Suggestions for Tweaking Performance for Spikes in Visitor Numbers

robertrogers

New member
I have several questions as a new user of XenForo that may also be of use to other newbies just starting out.

I have a rather fresh install of XenForo (came over from vbulletin and also recently switched hosts). The forum has 350,000+ posts.

The forum typically has
  • about 25 to 50 people on the forum during regular hours (members + visitors)
  • sometimes spikes to 200 forum users if one of the blog articles or a forum post is linked to on a popular website.
  • can be 500 forum users once a year or so when Digg or Reddit etc links to the site.
  • there is also a blog that can pull in substantial readership
Usually the site works very well, but during spikes in visitor nubmers it slows to a crawl and may even go offline when the total forum users only reaches 150 people.

I visited the Defining a Cache page: http://xenforo.com/help/cache/

Not being very savvy on these things, is it correct that all I need to do for this is to add the following to config.php:

$config['cache']['enabled'] = true;
$config['cache']['frontend'] = 'Core';
$config['cache']['frontendOptions']['cache_id_prefix'] = 'xf_';
That's it?

What other tweaks for the server, php, mysql etc might work well without much knowledge other than CPANEL and WHM basics as well as contacting the host?

The website is on a VPS with HostGator "Level 4"
http://www.hostgator.com/vps-hosting/
  • CPU 1.98 GHZ
  • RAM 1344 MB
Would there be much to gain if I went with, say, a "Level 6" (cost is not much of an issue)
  • CPU 3.4 GHZ
  • RAM 2304 MB
or are there more important bottlenecks that can be "fixed" to help the site stay up and running during times of high visitor numbers?

Thanks in advance
 
We have occasional spikes too. We hit 2000 concurrent users a few weeks ago when being linked to from Reddit.

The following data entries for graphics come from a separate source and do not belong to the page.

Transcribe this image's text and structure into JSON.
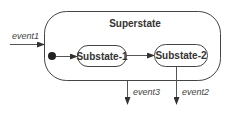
{
  "diagram": {
    "type": "UML state machine",
    "superstate": {
      "label": "Superstate"
    },
    "substates": [
      {
        "label": "Substate-1"
      },
      {
        "label": "Substate-2"
      }
    ],
    "initial_pseudostate": {
      "shape": "filled-circle"
    },
    "transitions": [
      {
        "label": "event1",
        "from": "outside",
        "to": "Superstate"
      },
      {
        "label": "",
        "from": "initial",
        "to": "Substate-1"
      },
      {
        "label": "",
        "from": "Substate-1",
        "to": "Substate-2"
      },
      {
        "label": "event3",
        "from": "Superstate",
        "to": "outside"
      },
      {
        "label": "event2",
        "from": "Substate-2",
        "to": "outside"
      }
    ],
    "colors": {
      "line": "#555555",
      "text": "#333333",
      "background": "#ffffff"
    }
  }
}
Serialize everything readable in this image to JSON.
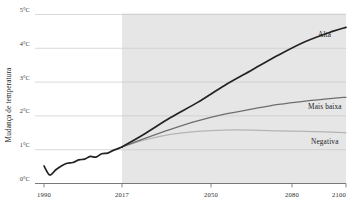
{
  "chart_data": {
    "type": "line",
    "title": "",
    "xlabel": "",
    "ylabel": "Mudança de temperatura",
    "ylim": [
      0,
      5
    ],
    "yticks": [
      0,
      1,
      2,
      3,
      4,
      5
    ],
    "ytick_labels": [
      "0°C",
      "1°C",
      "2°C",
      "3°C",
      "4°C",
      "5°C"
    ],
    "xticks": [
      1990,
      2017,
      2050,
      2080,
      2100
    ],
    "xtick_labels": [
      "1990",
      "2017",
      "2050",
      "2080",
      "2100"
    ],
    "grid": true,
    "legend_position": "inline-right",
    "projection_start": 2017,
    "annotations": [
      {
        "label": "Alta",
        "value": 4.6,
        "color": "#232323"
      },
      {
        "label": "Mais baixa",
        "value": 2.5,
        "color": "#6e6e6e"
      },
      {
        "label": "Negativa",
        "value": 1.5,
        "color": "#b4b4b4"
      }
    ],
    "series": [
      {
        "name": "Histórico",
        "color": "#232323",
        "x": [
          1990,
          1992,
          1994,
          1996,
          1998,
          2000,
          2002,
          2004,
          2006,
          2008,
          2010,
          2012,
          2014,
          2017
        ],
        "values": [
          0.52,
          0.25,
          0.4,
          0.52,
          0.6,
          0.62,
          0.7,
          0.72,
          0.8,
          0.78,
          0.88,
          0.9,
          0.98,
          1.08
        ]
      },
      {
        "name": "Alta",
        "color": "#232323",
        "x": [
          2017,
          2025,
          2035,
          2045,
          2055,
          2065,
          2075,
          2085,
          2095,
          2100
        ],
        "values": [
          1.08,
          1.45,
          1.95,
          2.4,
          2.9,
          3.35,
          3.8,
          4.2,
          4.5,
          4.62
        ]
      },
      {
        "name": "Mais baixa",
        "color": "#6e6e6e",
        "x": [
          2017,
          2025,
          2035,
          2045,
          2055,
          2065,
          2075,
          2085,
          2095,
          2100
        ],
        "values": [
          1.08,
          1.32,
          1.6,
          1.85,
          2.05,
          2.2,
          2.34,
          2.44,
          2.52,
          2.55
        ]
      },
      {
        "name": "Negativa",
        "color": "#b4b4b4",
        "x": [
          2017,
          2025,
          2035,
          2045,
          2055,
          2065,
          2075,
          2085,
          2095,
          2100
        ],
        "values": [
          1.08,
          1.28,
          1.45,
          1.54,
          1.58,
          1.58,
          1.56,
          1.54,
          1.52,
          1.5
        ]
      }
    ]
  },
  "axis": {
    "y_title": "Mudança de temperatura"
  }
}
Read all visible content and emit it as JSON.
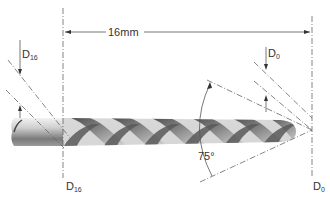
{
  "diagram": {
    "length_label": "16mm",
    "angle_label": "75°",
    "labels": {
      "d16_top": {
        "main": "D",
        "sub": "16"
      },
      "d16_bottom": {
        "main": "D",
        "sub": "16"
      },
      "d0_top": {
        "main": "D",
        "sub": "0"
      },
      "d0_bottom": {
        "main": "D",
        "sub": "0"
      }
    },
    "colors": {
      "line": "#555555",
      "shank_light": "#e6e6e6",
      "shank_dark": "#6a6a6a",
      "flute_dark": "#4a4a4a",
      "flute_light": "#cfcfcf"
    }
  }
}
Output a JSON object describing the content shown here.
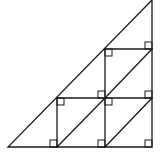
{
  "diagram": {
    "type": "geometry",
    "stroke_color": "#1a1a1a",
    "background": "#ffffff",
    "triangle": {
      "vertices": [
        [
          8,
          147
        ],
        [
          152,
          147
        ],
        [
          152,
          0
        ]
      ]
    },
    "segments": [
      {
        "name": "vertical-left-inner",
        "from": [
          57,
          98
        ],
        "to": [
          57,
          147
        ]
      },
      {
        "name": "vertical-middle",
        "from": [
          105,
          49
        ],
        "to": [
          105,
          147
        ]
      },
      {
        "name": "horizontal-upper",
        "from": [
          105,
          49
        ],
        "to": [
          152,
          49
        ]
      },
      {
        "name": "horizontal-middle",
        "from": [
          57,
          98
        ],
        "to": [
          152,
          98
        ]
      },
      {
        "name": "diagonal-bottom-left-square",
        "from": [
          57,
          147
        ],
        "to": [
          105,
          98
        ]
      },
      {
        "name": "diagonal-bottom-right-square",
        "from": [
          105,
          147
        ],
        "to": [
          152,
          98
        ]
      },
      {
        "name": "diagonal-top-square",
        "from": [
          105,
          98
        ],
        "to": [
          152,
          49
        ]
      }
    ],
    "right_angle_markers": [
      {
        "corner": [
          57,
          147
        ],
        "dir": [
          -1,
          -1
        ]
      },
      {
        "corner": [
          105,
          147
        ],
        "dir": [
          -1,
          -1
        ]
      },
      {
        "corner": [
          152,
          147
        ],
        "dir": [
          -1,
          -1
        ]
      },
      {
        "corner": [
          57,
          98
        ],
        "dir": [
          1,
          1
        ]
      },
      {
        "corner": [
          105,
          98
        ],
        "dir": [
          -1,
          -1
        ]
      },
      {
        "corner": [
          105,
          98
        ],
        "dir": [
          1,
          1
        ]
      },
      {
        "corner": [
          152,
          98
        ],
        "dir": [
          -1,
          -1
        ]
      },
      {
        "corner": [
          105,
          49
        ],
        "dir": [
          1,
          1
        ]
      },
      {
        "corner": [
          152,
          49
        ],
        "dir": [
          -1,
          -1
        ]
      }
    ],
    "marker_size": 7
  }
}
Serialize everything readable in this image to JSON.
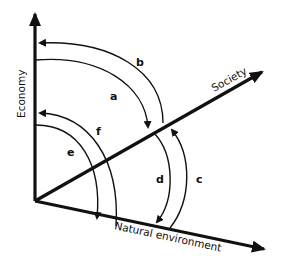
{
  "diagram": {
    "axes": {
      "economy": {
        "label": "Economy"
      },
      "society": {
        "label": "Society"
      },
      "natural_environment": {
        "label": "Natural environment"
      }
    },
    "arcs": [
      {
        "id": "a",
        "label": "a",
        "from": "Economy",
        "to": "Society"
      },
      {
        "id": "b",
        "label": "b",
        "from": "Society",
        "to": "Economy"
      },
      {
        "id": "c",
        "label": "c",
        "from": "Natural environment",
        "to": "Society"
      },
      {
        "id": "d",
        "label": "d",
        "from": "Society",
        "to": "Natural environment"
      },
      {
        "id": "e",
        "label": "e",
        "from": "Economy",
        "to": "Natural environment"
      },
      {
        "id": "f",
        "label": "f",
        "from": "Natural environment",
        "to": "Economy"
      }
    ],
    "colors": {
      "ink": "#111111",
      "background": "#ffffff"
    }
  }
}
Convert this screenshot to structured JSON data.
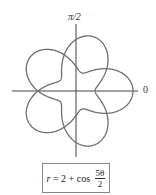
{
  "diagram": {
    "type": "polar-curve",
    "axis_labels": {
      "top": "π/2",
      "right": "0"
    },
    "curve": {
      "equation_lhs": "r",
      "equation_mid": " = 2 + cos ",
      "frac_num": "5θ",
      "frac_den": "2",
      "constant": 2,
      "coefficient": 5,
      "divisor": 2,
      "theta_range": [
        0,
        12.566
      ],
      "color": "#6f6f6f"
    },
    "axes_color": "#444444"
  }
}
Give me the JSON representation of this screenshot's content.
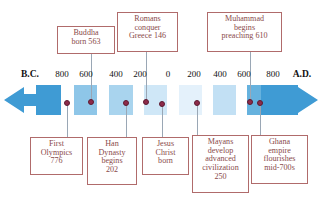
{
  "figure": {
    "type": "historical-timeline",
    "scale_unit": "years",
    "colors": {
      "box_border": "#b06b6b",
      "box_text": "#8a4a4a",
      "leader_line": "#9aa7b5",
      "dot": "#8e2b4a",
      "band_dark": "#3f9bd4",
      "band_mid": "#8ec6e8",
      "band_light": "#bfdff4",
      "band_pale": "#e4f1fb",
      "axis_text": "#111111",
      "background": "#ffffff"
    }
  },
  "axis": {
    "start_label": "B.C.",
    "end_label": "A.D.",
    "ticks": [
      {
        "label": "B.C.",
        "bold": true,
        "x": 30
      },
      {
        "label": "800",
        "bold": false,
        "x": 62
      },
      {
        "label": "600",
        "bold": false,
        "x": 86
      },
      {
        "label": "400",
        "bold": false,
        "x": 116
      },
      {
        "label": "200",
        "bold": false,
        "x": 140
      },
      {
        "label": "0",
        "bold": false,
        "x": 168
      },
      {
        "label": "200",
        "bold": false,
        "x": 194
      },
      {
        "label": "400",
        "bold": false,
        "x": 220
      },
      {
        "label": "600",
        "bold": false,
        "x": 244
      },
      {
        "label": "800",
        "bold": false,
        "x": 273
      },
      {
        "label": "A.D.",
        "bold": true,
        "x": 302
      }
    ]
  },
  "bands": [
    {
      "x": 36,
      "w": 25,
      "color": "#3f9bd4"
    },
    {
      "x": 61,
      "w": 13,
      "color": "#ffffff"
    },
    {
      "x": 74,
      "w": 23,
      "color": "#8ec6e8"
    },
    {
      "x": 97,
      "w": 12,
      "color": "#ffffff"
    },
    {
      "x": 109,
      "w": 24,
      "color": "#a9d4ee"
    },
    {
      "x": 133,
      "w": 11,
      "color": "#ffffff"
    },
    {
      "x": 144,
      "w": 23,
      "color": "#cfe7f7"
    },
    {
      "x": 167,
      "w": 12,
      "color": "#ffffff"
    },
    {
      "x": 179,
      "w": 23,
      "color": "#e4f1fb"
    },
    {
      "x": 202,
      "w": 11,
      "color": "#ffffff"
    },
    {
      "x": 213,
      "w": 23,
      "color": "#c2e0f4"
    },
    {
      "x": 236,
      "w": 11,
      "color": "#ffffff"
    },
    {
      "x": 247,
      "w": 22,
      "color": "#66b2de"
    },
    {
      "x": 269,
      "w": 9,
      "color": "#ffffff"
    },
    {
      "x": 278,
      "w": 20,
      "color": "#3f9bd4"
    }
  ],
  "events": [
    {
      "id": "first-olympics",
      "lines": [
        "First",
        "Olympics",
        "776"
      ],
      "year_label": "776",
      "era": "B.C.",
      "side": "bottom",
      "dot_x": 67,
      "dot_y": 103
    },
    {
      "id": "buddha-born",
      "lines": [
        "Buddha",
        "born 563"
      ],
      "year_label": "563",
      "era": "B.C.",
      "side": "top",
      "dot_x": 91,
      "dot_y": 102
    },
    {
      "id": "han-dynasty",
      "lines": [
        "Han",
        "Dynasty",
        "begins",
        "202"
      ],
      "year_label": "202",
      "era": "B.C.",
      "side": "bottom",
      "dot_x": 126,
      "dot_y": 103
    },
    {
      "id": "romans-conquer-greece",
      "lines": [
        "Romans",
        "conquer",
        "Greece 146"
      ],
      "year_label": "146",
      "era": "B.C.",
      "side": "top",
      "dot_x": 146,
      "dot_y": 102
    },
    {
      "id": "jesus-christ-born",
      "lines": [
        "Jesus",
        "Christ",
        "born"
      ],
      "year_label": "0",
      "era": "",
      "side": "bottom",
      "dot_x": 162,
      "dot_y": 104
    },
    {
      "id": "mayans-civilization",
      "lines": [
        "Mayans",
        "develop",
        "advanced",
        "civilization",
        "250"
      ],
      "year_label": "250",
      "era": "A.D.",
      "side": "bottom",
      "dot_x": 197,
      "dot_y": 103
    },
    {
      "id": "muhammad-preaching",
      "lines": [
        "Muhammad",
        "begins",
        "preaching 610"
      ],
      "year_label": "610",
      "era": "A.D.",
      "side": "top",
      "dot_x": 250,
      "dot_y": 102
    },
    {
      "id": "ghana-empire",
      "lines": [
        "Ghana",
        "empire",
        "flourishes",
        "mid-700s"
      ],
      "year_label": "mid-700s",
      "era": "A.D.",
      "side": "bottom",
      "dot_x": 260,
      "dot_y": 103
    }
  ],
  "callouts": {
    "top": [
      {
        "id": "buddha-born",
        "x": 57,
        "y": 26,
        "w": 58,
        "h": 28
      },
      {
        "id": "romans-conquer-greece",
        "x": 117,
        "y": 12,
        "w": 61,
        "h": 40
      },
      {
        "id": "muhammad-preaching",
        "x": 207,
        "y": 12,
        "w": 75,
        "h": 40
      }
    ],
    "bottom": [
      {
        "id": "first-olympics",
        "x": 30,
        "y": 137,
        "w": 53,
        "h": 38
      },
      {
        "id": "han-dynasty",
        "x": 87,
        "y": 137,
        "w": 50,
        "h": 48
      },
      {
        "id": "jesus-christ-born",
        "x": 142,
        "y": 137,
        "w": 47,
        "h": 38
      },
      {
        "id": "mayans-civilization",
        "x": 192,
        "y": 135,
        "w": 57,
        "h": 58
      },
      {
        "id": "ghana-empire",
        "x": 251,
        "y": 135,
        "w": 57,
        "h": 49
      }
    ]
  },
  "leaders": [
    {
      "id": "buddha-born",
      "x": 91,
      "y": 54,
      "h": 46
    },
    {
      "id": "romans-conquer-greece",
      "x": 146,
      "y": 52,
      "h": 48
    },
    {
      "id": "muhammad-preaching",
      "x": 250,
      "y": 52,
      "h": 48
    },
    {
      "id": "first-olympics",
      "x": 67,
      "y": 105,
      "h": 32
    },
    {
      "id": "han-dynasty",
      "x": 126,
      "y": 105,
      "h": 32
    },
    {
      "id": "jesus-christ-born",
      "x": 162,
      "y": 105,
      "h": 32
    },
    {
      "id": "mayans-civilization",
      "x": 197,
      "y": 105,
      "h": 30
    },
    {
      "id": "ghana-empire",
      "x": 260,
      "y": 105,
      "h": 30
    }
  ]
}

Only yesterday we implemented simple file based caching and here's a quote from our server monkey:

StarMonkey: apache accesses are about normal
StarMonkey: disk latency is up quite a lot
StarMonkey: mysql usage is down by a massive amount (70-75%)
StarMonkey: mysql throughput is also miles down
StarMonkey: as is the query cache]
StarMonkey: network traffic is down quite a lot
StarMonkey: cpu usage is about the same, probably because of the iowait with the cache being on disk
StarMonkey: load average is also about the same
So it looks like that'd be a huge benefit to you. If you implemented an opcode cache such as APC or memcache then this would likely be even better!
If you implement something like APC then you can also store templates as files which will even further cut down on database queries. I'd say that definitely increasing up to a higher processor speed and RAM would always be a huge benefit, but possibly only during those times where it is busy so potentially quite wasteful.
There are hosts out there (www.gandi.net possibly one of them?) who can dynamically allocate resources or do so on demand during busy periods so that could be one area to look at too.
 
You do have to make sure the resources you have are properly allocated. That is, apache and mysql. If either has too much of the RAM or processes, it will screw things up. Others may be more qualified to say exactly how to allocate (settings in apache and mysql), but limits should be put on various things like the number of servers apache spawns and the caches that mysql builds for itself. (cnf file).

I don't fully understand how they allocate their CPU's - that is, if this is one core you are dealing with. If so, that in itself may be a bottleneck. Again, I'm no expert but the quad core server chip rock! I had an older 3.0 dual core and was hitting a wall on my old forum with about 600 total people online (members and guests combined).

You can probably suss out some of this if you have access to a shell account and can monitor your server while things are happening. You can also run report on mysql (phpmyadmin has a default report in it) which suggest settings and bottlenecks.
 
What other tweaks for the server, php, mysql etc might work well without much knowledge other than CPANEL and WHM basics as well as contacting the host?
download mysqlmymonlite.sh from http://mysqlmymon.com/ grab whm centos version and run it on your server via ssh, should grab all your relevant server stats for diagnostic purposes. You can also run it as a cron job for hourly logging of server stats as well to catch those peak/slow times as well.